Only the lines from the one with "pyautogui.click(x=<x>, y=<y>)" through the final line below belong in the answer, copied exactly and without pictures.

_ _ _ _ _ _ _

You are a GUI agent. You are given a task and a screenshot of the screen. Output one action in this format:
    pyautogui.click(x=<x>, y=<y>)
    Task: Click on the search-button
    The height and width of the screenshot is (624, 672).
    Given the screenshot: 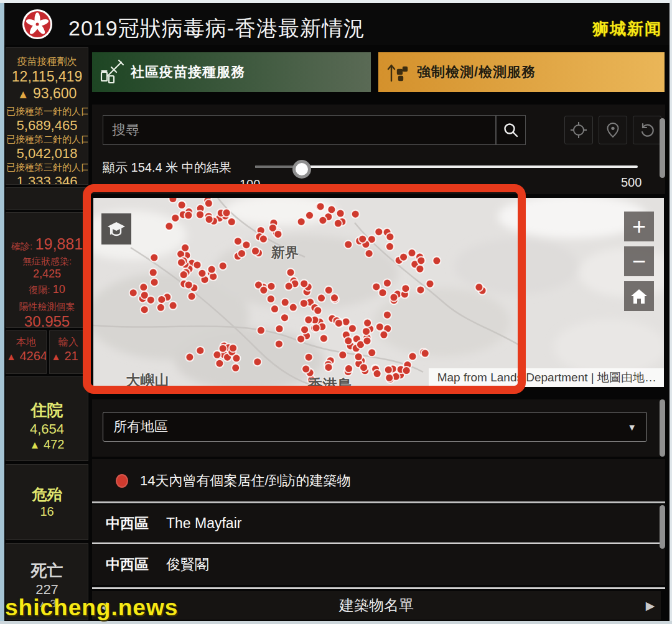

_ _ _ _ _ _ _

#### Answer to this task:
    pyautogui.click(x=<x>, y=<y>)
    Task: Click on the search-button
    The height and width of the screenshot is (624, 672).
    Given the screenshot: 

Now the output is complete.